Labs researchers capture R&D 100 Awards

October 18, 2023 8:00 am Published by

Among the R&D 100 awards and nominations Sandia took part in this year, two awards featured innovations with implications for energy and manufacturing.

R&D World magazine honors inventors by identifying the 100 most technologically significant products and advancements each year and recognizing the winning innovators and their organizations. Winners are chosen from an international pool of submissions from universities, private corporations, and government labs.

Learn more about the winning technologies below.

PowerModelsONM: Optimizing Operations of Networked Microgrids for Resilience

Software/Services – Winner

Utilities can use PowerModelsONM to plan for networked microgrids to support rapid recovery during extreme-event-induced grid outages model. 

PowerModelsONM software optimizes networked microgrids for power restoration during blackouts and other extreme events. It is the only physics-based optimization software package featuring networked microgrids for modeling restoration of electric power distribution feeders.

Utilities can use PowerModelsONM to plan for networked microgrids to support rapid recovery during extreme-event-induced grid outages. Superior validation is achieved using utility data sets for software simulation and hardware-in-the-loop experiments. Sandia is a partner on PowerModelsONM with Los Alamos National Laboratory, National Renewable Energy Laboratory and National Rural Electric Cooperative Association.

Materials Data-Driven Design

Special Recognition: Market Disruptor / Services – Silver medal

This project enables manufacturers to account for the internal structure of materials when shaping and forming a part for the first time by leveraging a proprietary deep learning model.

MAD3 is an innovative software that leverages the power of machine learning to modernize the forming and stamping processes of sheet metals. It predicts the parameters that characterize the directional mechanical behavior of a metal alloy 1,000 times faster than existing solutions. As a result, the software significantly reduces expensive and time-consuming forming and stamping trials.

More explicitly, metal alloys such as aluminum or steel used in various manufacturing processes like stamping and forming exhibit directional strength and formability that cause the metal to distort. The reaction, called plastic anisotropy, determines whether the material is capable of being shaped to the desired component fit and finish, and whether it will withstand the applied performance load. As a result, accurate predictions of the metal’s plastic anisotropy are crucial in major manufacturing and supported by automotive and aerospace metal manufacturers as well as suppliers.

However, the cost of characterizing plastic anisotropy has skyrocketed because characterization requires specialized equipment and significant technical expertise. The software uses state-of-the-art data-driven and machine-learning techniques to first extract a unique fingerprint descriptor of the metal alloy’s internal structure, then subsequently uses these descriptors to predict the plastic anisotropy parameters in an accurate and efficient manner.

These anisotropy parameters can be used to perform forming and stamping simulations with unprecedented accuracy since they incorporate the effect of the polycrystalline grain structure.

See past years’ R&D 100 award-winning technologies on our website.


WHAT THE EXERCISE ASKS
Each entry below should be retyped exactly as given.

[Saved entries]
"""

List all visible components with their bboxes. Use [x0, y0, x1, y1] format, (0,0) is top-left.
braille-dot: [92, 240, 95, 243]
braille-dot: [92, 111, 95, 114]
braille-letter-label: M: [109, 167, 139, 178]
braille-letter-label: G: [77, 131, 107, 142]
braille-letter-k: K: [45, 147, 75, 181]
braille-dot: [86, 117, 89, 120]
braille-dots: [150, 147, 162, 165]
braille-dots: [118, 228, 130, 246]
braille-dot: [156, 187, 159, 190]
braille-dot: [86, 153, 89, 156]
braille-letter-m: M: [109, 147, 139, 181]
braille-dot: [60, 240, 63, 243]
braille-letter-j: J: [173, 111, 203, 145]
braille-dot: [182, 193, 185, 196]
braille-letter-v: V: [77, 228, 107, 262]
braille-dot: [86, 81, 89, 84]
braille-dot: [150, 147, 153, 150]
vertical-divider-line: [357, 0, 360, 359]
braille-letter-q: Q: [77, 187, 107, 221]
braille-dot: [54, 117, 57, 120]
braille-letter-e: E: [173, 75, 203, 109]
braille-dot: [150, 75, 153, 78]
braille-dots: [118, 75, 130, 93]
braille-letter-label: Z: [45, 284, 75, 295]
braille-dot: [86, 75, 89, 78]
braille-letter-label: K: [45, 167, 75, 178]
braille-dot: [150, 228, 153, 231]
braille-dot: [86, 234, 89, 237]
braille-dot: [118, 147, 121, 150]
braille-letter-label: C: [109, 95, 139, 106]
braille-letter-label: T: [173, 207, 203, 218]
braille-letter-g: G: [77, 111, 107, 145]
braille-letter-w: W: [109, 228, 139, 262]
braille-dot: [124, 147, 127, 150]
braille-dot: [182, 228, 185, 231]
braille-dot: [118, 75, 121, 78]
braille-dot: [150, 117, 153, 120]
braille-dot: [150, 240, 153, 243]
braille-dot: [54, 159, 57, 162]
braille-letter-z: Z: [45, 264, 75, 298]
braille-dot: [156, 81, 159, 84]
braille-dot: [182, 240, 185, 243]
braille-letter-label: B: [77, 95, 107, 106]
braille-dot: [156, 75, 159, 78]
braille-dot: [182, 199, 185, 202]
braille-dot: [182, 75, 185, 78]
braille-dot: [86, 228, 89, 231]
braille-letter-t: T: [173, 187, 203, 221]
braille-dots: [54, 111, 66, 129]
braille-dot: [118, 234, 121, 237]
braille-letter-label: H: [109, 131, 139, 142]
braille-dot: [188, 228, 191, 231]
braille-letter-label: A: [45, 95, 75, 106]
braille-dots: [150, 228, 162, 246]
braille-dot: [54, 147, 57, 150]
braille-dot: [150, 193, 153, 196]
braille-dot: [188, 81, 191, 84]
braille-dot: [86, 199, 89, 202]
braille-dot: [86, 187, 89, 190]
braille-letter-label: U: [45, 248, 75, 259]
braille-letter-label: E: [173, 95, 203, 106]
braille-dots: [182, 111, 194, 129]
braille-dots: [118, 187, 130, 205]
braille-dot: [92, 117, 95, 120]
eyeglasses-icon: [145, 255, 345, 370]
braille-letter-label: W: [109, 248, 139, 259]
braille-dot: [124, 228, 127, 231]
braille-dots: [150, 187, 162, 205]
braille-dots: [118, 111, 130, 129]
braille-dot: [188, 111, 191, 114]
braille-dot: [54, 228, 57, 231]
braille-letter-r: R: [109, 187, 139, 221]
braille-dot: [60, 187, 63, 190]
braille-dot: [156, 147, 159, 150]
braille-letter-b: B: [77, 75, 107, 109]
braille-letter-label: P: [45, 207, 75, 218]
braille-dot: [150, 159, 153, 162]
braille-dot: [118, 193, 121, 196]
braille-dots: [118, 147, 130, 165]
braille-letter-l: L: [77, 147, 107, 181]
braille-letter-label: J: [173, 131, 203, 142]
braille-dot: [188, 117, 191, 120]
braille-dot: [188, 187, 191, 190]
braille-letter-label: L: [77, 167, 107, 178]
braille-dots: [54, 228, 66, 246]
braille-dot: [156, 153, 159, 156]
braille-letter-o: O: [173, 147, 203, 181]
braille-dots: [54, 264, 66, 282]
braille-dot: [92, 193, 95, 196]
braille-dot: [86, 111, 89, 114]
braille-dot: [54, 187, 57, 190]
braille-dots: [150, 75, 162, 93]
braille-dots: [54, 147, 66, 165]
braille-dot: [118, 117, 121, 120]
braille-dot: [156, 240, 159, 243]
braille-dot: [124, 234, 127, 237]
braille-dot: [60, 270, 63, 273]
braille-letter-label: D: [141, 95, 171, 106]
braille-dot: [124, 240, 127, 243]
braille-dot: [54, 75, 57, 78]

"""

SOLUTION TO THIS TASK
List all visible components with their bboxes. Use [x0, y0, x1, y1] format, (0,0) is top-left.
braille-dot: [92, 240, 95, 243]
braille-dot: [92, 111, 95, 114]
braille-letter-label: M: [109, 167, 139, 178]
braille-letter-label: G: [77, 131, 107, 142]
braille-letter-k: K: [45, 147, 75, 181]
braille-dot: [86, 117, 89, 120]
braille-dots: [150, 147, 162, 165]
braille-dots: [118, 228, 130, 246]
braille-dot: [156, 187, 159, 190]
braille-dot: [86, 153, 89, 156]
braille-letter-m: M: [109, 147, 139, 181]
braille-dot: [60, 240, 63, 243]
braille-letter-j: J: [173, 111, 203, 145]
braille-dot: [182, 193, 185, 196]
braille-letter-v: V: [77, 228, 107, 262]
braille-dot: [86, 81, 89, 84]
braille-dot: [150, 147, 153, 150]
vertical-divider-line: [357, 0, 360, 359]
braille-letter-q: Q: [77, 187, 107, 221]
braille-dot: [54, 117, 57, 120]
braille-letter-e: E: [173, 75, 203, 109]
braille-dot: [150, 75, 153, 78]
braille-dots: [118, 75, 130, 93]
braille-letter-label: Z: [45, 284, 75, 295]
braille-dot: [86, 75, 89, 78]
braille-letter-label: K: [45, 167, 75, 178]
braille-dot: [150, 228, 153, 231]
braille-dot: [86, 234, 89, 237]
braille-dot: [118, 147, 121, 150]
braille-letter-label: C: [109, 95, 139, 106]
braille-letter-label: T: [173, 207, 203, 218]
braille-letter-g: G: [77, 111, 107, 145]
braille-letter-w: W: [109, 228, 139, 262]
braille-dot: [124, 147, 127, 150]
braille-dot: [182, 228, 185, 231]
braille-dot: [118, 75, 121, 78]
braille-dot: [150, 117, 153, 120]
braille-dot: [150, 240, 153, 243]
braille-dot: [54, 159, 57, 162]
braille-letter-z: Z: [45, 264, 75, 298]
braille-dot: [156, 81, 159, 84]
braille-dot: [182, 240, 185, 243]
braille-letter-label: B: [77, 95, 107, 106]
braille-dot: [156, 75, 159, 78]
braille-dot: [182, 199, 185, 202]
braille-dot: [182, 75, 185, 78]
braille-dot: [86, 228, 89, 231]
braille-letter-t: T: [173, 187, 203, 221]
braille-dots: [54, 111, 66, 129]
braille-dot: [118, 234, 121, 237]
braille-letter-label: H: [109, 131, 139, 142]
braille-dot: [188, 228, 191, 231]
braille-letter-label: A: [45, 95, 75, 106]
braille-dots: [150, 228, 162, 246]
braille-dot: [54, 147, 57, 150]
braille-dot: [150, 193, 153, 196]
braille-dot: [188, 81, 191, 84]
braille-dot: [86, 199, 89, 202]
braille-dot: [86, 187, 89, 190]
braille-letter-label: U: [45, 248, 75, 259]
braille-letter-label: E: [173, 95, 203, 106]
braille-dots: [182, 111, 194, 129]
braille-dots: [118, 187, 130, 205]
braille-dot: [92, 117, 95, 120]
eyeglasses-icon: [145, 255, 345, 370]
braille-letter-label: W: [109, 248, 139, 259]
braille-dot: [124, 228, 127, 231]
braille-dots: [150, 187, 162, 205]
braille-dots: [118, 111, 130, 129]
braille-dot: [188, 111, 191, 114]
braille-dot: [54, 228, 57, 231]
braille-letter-r: R: [109, 187, 139, 221]
braille-dot: [60, 187, 63, 190]
braille-dot: [156, 147, 159, 150]
braille-letter-b: B: [77, 75, 107, 109]
braille-letter-label: P: [45, 207, 75, 218]
braille-dot: [150, 159, 153, 162]
braille-dot: [118, 193, 121, 196]
braille-dots: [118, 147, 130, 165]
braille-letter-l: L: [77, 147, 107, 181]
braille-letter-label: J: [173, 131, 203, 142]
braille-dot: [188, 117, 191, 120]
braille-dot: [188, 187, 191, 190]
braille-letter-label: L: [77, 167, 107, 178]
braille-dots: [54, 228, 66, 246]
braille-dot: [156, 153, 159, 156]
braille-letter-o: O: [173, 147, 203, 181]
braille-dots: [54, 264, 66, 282]
braille-dot: [92, 193, 95, 196]
braille-dot: [86, 111, 89, 114]
braille-dot: [54, 187, 57, 190]
braille-dots: [150, 75, 162, 93]
braille-dots: [54, 147, 66, 165]
braille-dot: [118, 117, 121, 120]
braille-dot: [156, 240, 159, 243]
braille-dot: [124, 234, 127, 237]
braille-dot: [60, 270, 63, 273]
braille-letter-label: D: [141, 95, 171, 106]
braille-dot: [124, 240, 127, 243]
braille-dot: [54, 75, 57, 78]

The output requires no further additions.